In a global steel market that is characterised by overcapacity, Britain will become one of the least protected of the major steel markets. The steel sector deserves better.

The Trade Remedies Authority has recommended the halving of the UK’s existing steel safeguards - a kick in the teeth to steel making communities across the country.

When we left the EU, the government made a promise; a promise that we would be able to support British industry more than we had done previously, and that foundational sectors like steel would be at the forefront of government’s thinking.

We were told that our economy would be ‘levelled up’, and that good jobs outside London would be a priority for this government. Unfortunately, in the first major test of our new trading priorities, the government has broken this promise. The TRA have made a decision that does not take into account the realities of steel production and the challenges steel companies face.

These safeguards are not barriers to trade, they exist to protect the UK’s steel sector against unprecedented import surges.
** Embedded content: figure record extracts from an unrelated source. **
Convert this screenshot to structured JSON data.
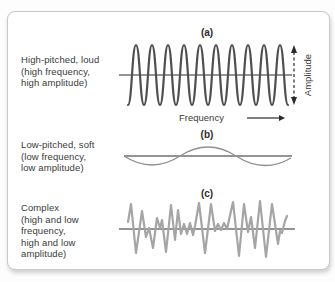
{
  "labels": {
    "frequency": "Frequency",
    "amplitude": "Amplitude"
  },
  "colors": {
    "wave_a": "#4f4f4f",
    "wave_b": "#8f8f8f",
    "wave_c": "#a5a5a5",
    "axis": "#2a2a2a",
    "arrow": "#2a2a2a",
    "panel_border": "#c9c9c9",
    "text": "#3a3a3a"
  },
  "sections": {
    "a": {
      "caption": "(a)",
      "label_lines": [
        "High-pitched, loud",
        "(high frequency,",
        "high amplitude)"
      ],
      "wave": {
        "type": "sine",
        "x_start": 120,
        "x_end": 280,
        "center_y": 63,
        "amplitude": 30,
        "cycles": 10
      }
    },
    "b": {
      "caption": "(b)",
      "label_lines": [
        "Low-pitched, soft",
        "(low frequency,",
        "low amplitude)"
      ],
      "wave": {
        "type": "sine-quads",
        "quads": [
          [
            116,
            144
          ],
          [
            144,
            162
          ],
          [
            172,
            144
          ],
          [
            200,
            126
          ],
          [
            228,
            144
          ],
          [
            256,
            162
          ],
          [
            283,
            146
          ]
        ]
      }
    },
    "c": {
      "caption": "(c)",
      "label_lines": [
        "Complex",
        "(high and low",
        "frequency,",
        "high and low",
        "amplitude)"
      ],
      "wave": {
        "type": "complex-polyline",
        "points": [
          [
            120,
            210
          ],
          [
            123,
            192
          ],
          [
            128,
            241
          ],
          [
            134,
            199
          ],
          [
            138,
            225
          ],
          [
            141,
            216
          ],
          [
            145,
            236
          ],
          [
            149,
            206
          ],
          [
            152,
            216
          ],
          [
            154,
            208
          ],
          [
            158,
            240
          ],
          [
            163,
            193
          ],
          [
            167,
            228
          ],
          [
            170,
            198
          ],
          [
            173,
            222
          ],
          [
            176,
            212
          ],
          [
            179,
            222
          ],
          [
            182,
            211
          ],
          [
            185,
            223
          ],
          [
            187,
            214
          ],
          [
            191,
            191
          ],
          [
            197,
            241
          ],
          [
            203,
            192
          ],
          [
            207,
            219
          ],
          [
            210,
            212
          ],
          [
            213,
            218
          ],
          [
            216,
            211
          ],
          [
            219,
            217
          ],
          [
            225,
            190
          ],
          [
            231,
            244
          ],
          [
            236,
            192
          ],
          [
            240,
            220
          ],
          [
            243,
            205
          ],
          [
            247,
            236
          ],
          [
            252,
            189
          ],
          [
            258,
            245
          ],
          [
            264,
            192
          ],
          [
            270,
            232
          ],
          [
            272,
            219
          ],
          [
            274,
            221
          ],
          [
            277,
            209
          ],
          [
            279,
            204
          ]
        ]
      }
    }
  }
}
In a global market characterised by trade barriers, the UK has decided to unilaterally halve our own measures whilst the EU and US are keeping theirs in place. This decision risks us becoming a magnet for huge volumes of steel imports getting diverted from these markets, threatening the long-term viability of our steel sector.

The Trade Remedies Authority have taken the decision to level down our protections and undermine the steel sector

How are our steel sites supposed to make a business case to investors for long term projects like decarbonising, when government will speak positively about the sector one moment, only to strip away their protections from import surges the next?

This decision will damage steel sites in my constituency in Newport East and across Britain. These sites provide well paid jobs and have been at the heart of communities like ours for decades. An agenda to level up Britain is an agenda to support the steel sector, yet the Trade Remedies Authority have taken the decision to level down our protections and undermine the steel sector, just as we emerge from the pandemic.

The government set up the Trade Remedies Authority and designed a system where there is almost no flexibility for the Secretary of State to consider the wider public interest or the wider economic impact of the recommendations made by the TRA. Instead, she can either reject the recommendations she has been given, meaning that the entire suite of measures would expire on 30th June, or she can accept a flawed outcome from a flawed process. 

The Secretary of State’s decision is one that will affect jobs and investment for years to come. She should not hide behind officials and arm’s length bodies but rather demand that the TRA reconsiders their position and considers a wider range of factors. Liz Truss has said that she is reviewing her powers on TRA decisions, but for the steel sector that is too little, too late.

When the government are challenged on the lack of support for the steel sector – from procurement to electricity prices – they are quick to point to the benefits of Brexit for the sector. They argue that they will be able to channel more public procurement and be free of EU state aid rules that have prevented action in the past. Yet now, the EU are maintaining their own steel safeguards. The US are maintaining theirs. In a global steel market that is characterised by overcapacity, we will become one of the least protected of the major steel markets.

The steel sector deserves much more than to be collateral damage as the TRA is reformed, and the government's response on this issue will prove to be a major test of its commitment to supporting our steel industry - a sector which should be front and centre of a forward-looking industrial strategy.

 

Jessica Morden is the Labour MP for Newport East.